Shaffir cited “Mellon Collie and the Infinite Sadness,” the 1995 double-disc collection from The Smashing Pumkpins, as inspiration for him splitting his act thematically into two separate works, and Ayn Rand’s “The Fountainhead” in his end credits “for freeing me as an artist.”

If you know that going in, it might help you connect with Shaffir’s life philosophy that “children are garbage” and that he’ll fail to follow the advice of his school’s guidance counselors “to apply myself.” Or you could just look at the squint in his eyes and hear him describe how stoned he is, and how stoned he gets, and figure out how his laissez-faire libertarian outlook extends to his extended immaturity in adulthood.

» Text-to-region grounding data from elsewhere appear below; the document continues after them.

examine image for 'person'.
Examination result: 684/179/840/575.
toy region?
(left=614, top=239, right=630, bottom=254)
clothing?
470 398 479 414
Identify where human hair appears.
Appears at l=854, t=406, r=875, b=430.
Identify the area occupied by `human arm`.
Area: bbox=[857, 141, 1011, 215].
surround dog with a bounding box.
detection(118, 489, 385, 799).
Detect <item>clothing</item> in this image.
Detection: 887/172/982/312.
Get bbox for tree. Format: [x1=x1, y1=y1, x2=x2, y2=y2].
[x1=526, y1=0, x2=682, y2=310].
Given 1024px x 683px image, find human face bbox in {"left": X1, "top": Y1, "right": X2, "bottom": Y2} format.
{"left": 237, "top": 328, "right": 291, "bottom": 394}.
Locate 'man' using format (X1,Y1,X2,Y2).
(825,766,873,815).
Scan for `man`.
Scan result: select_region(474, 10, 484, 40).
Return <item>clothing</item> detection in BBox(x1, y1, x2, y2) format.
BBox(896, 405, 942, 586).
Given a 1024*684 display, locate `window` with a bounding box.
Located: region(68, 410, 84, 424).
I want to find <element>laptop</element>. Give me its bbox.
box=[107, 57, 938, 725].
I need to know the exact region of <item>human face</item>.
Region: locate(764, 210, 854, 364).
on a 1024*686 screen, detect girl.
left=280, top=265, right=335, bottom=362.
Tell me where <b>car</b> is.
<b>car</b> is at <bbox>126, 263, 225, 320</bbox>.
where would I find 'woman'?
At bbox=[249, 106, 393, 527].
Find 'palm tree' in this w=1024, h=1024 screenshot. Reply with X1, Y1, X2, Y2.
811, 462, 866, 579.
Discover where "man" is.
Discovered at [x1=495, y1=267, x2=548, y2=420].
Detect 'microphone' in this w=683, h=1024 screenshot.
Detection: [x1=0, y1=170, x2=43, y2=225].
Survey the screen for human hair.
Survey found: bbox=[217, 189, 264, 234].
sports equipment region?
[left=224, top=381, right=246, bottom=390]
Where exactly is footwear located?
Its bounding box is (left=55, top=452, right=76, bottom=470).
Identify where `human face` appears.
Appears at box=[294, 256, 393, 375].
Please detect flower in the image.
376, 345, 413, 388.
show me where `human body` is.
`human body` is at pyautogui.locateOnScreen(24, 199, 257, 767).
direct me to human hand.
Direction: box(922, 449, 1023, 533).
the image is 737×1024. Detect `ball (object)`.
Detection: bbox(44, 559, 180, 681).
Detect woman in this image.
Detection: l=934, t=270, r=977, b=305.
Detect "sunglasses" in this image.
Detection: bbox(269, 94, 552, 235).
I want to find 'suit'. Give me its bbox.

When Louis C.K. namechecked Todd Glass on The Tonight Show Starring Jimmy Fallon, it was a for bit he didn’t include on 2017 from his encores in which he jokingly uses Glass as a sounding board. When Shaffir namechecks a fellow comedian, it’s almost always very intimate and possibly embarrassing. He did that on his first stand-up special, and does so again in his Children set. This time, Shaffir is calling out one of his comedian friends for having a baby with a woman he barely knew, and not taking Shaffir’s advice to get an abortion instead. “By the way, nobody asks a married couple, ‘What are you going to do?’” he jokes. Shaffir doesn’t want to have kids himself, nor is he a fan of them in general – and especially not if they’re accompanying their parents at places typically reserved for adults. Like a fancy restaurant. Or Bonnaroo. Or Oktoberfest in Germany. He realizes this routine generally finds him falling out of favor with any moms in his audience, but that’s not going to stop him from feeling nauseous if he has to watch your babies on a cell-phone video. “I feel like I’m Dexter and I have to fake the emotion,” he says. A running thread through the Children episode hinges upon another friend of Shaffir’s who got pregnant from a single Tinder date, and whether she heeds his advice or not.

In Adulthood, meanwhile, Shaffir rejoices in all of the behaviors he can continue to indulge in since he doesn’t have children of his own. Even if it results in STDs or worse for his genitalia. He also drops a “double negative” reference in the beginning of this set, addressing a 1994 track from The Notorious B.I.G. in which he dedicates his rap “to all the teachers that told me I’d never amount to nothin’.” Shaffir follows that lyric literally down a rabbit hole, before coming back to his own life, and how he avoided becoming a smart adult by smoking a lot of pot. Which eventually finds him traveling to Amsterdam, where a grilled-cheese eatery is more fascinating to him than the Anne Frank House next door.

Shaffir tries to relate young Anne’s legacy to contemporary times, good taste be damned. Which he fully realizes, too, saying: “I can already tell you guys are not going to go with me on this.”

But Shaffir will go farther yet, using a story about one of his gay college friends and doubling-down on it with a more recent trip Shaffir took to Thailand to explain why he thinks he may be homophobic.

Because after all of his sexual adventures and misadventures, if not even “The Thai ladyboy,” which Shaffir jokes “is like the ’92 Dream Team of transsexuals,” cannot seduce him successfully, then what hope does he have for expanding his own sexuality?

Maybe when Shaffir finally matures into full adulthood, he’ll have sorted that all out.

Sean L. McCarthy works the comedy beat for his own digital newspaper, The Comic’s Comic; before that, for actual newspapers. Based in NYC but will travel anywhere for the scoop: Ice cream or news. He also tweets @thecomicscomic and podcasts half-hour episodes with comedians revealing origin stories: The Comic’s Comic Presents Last Things First.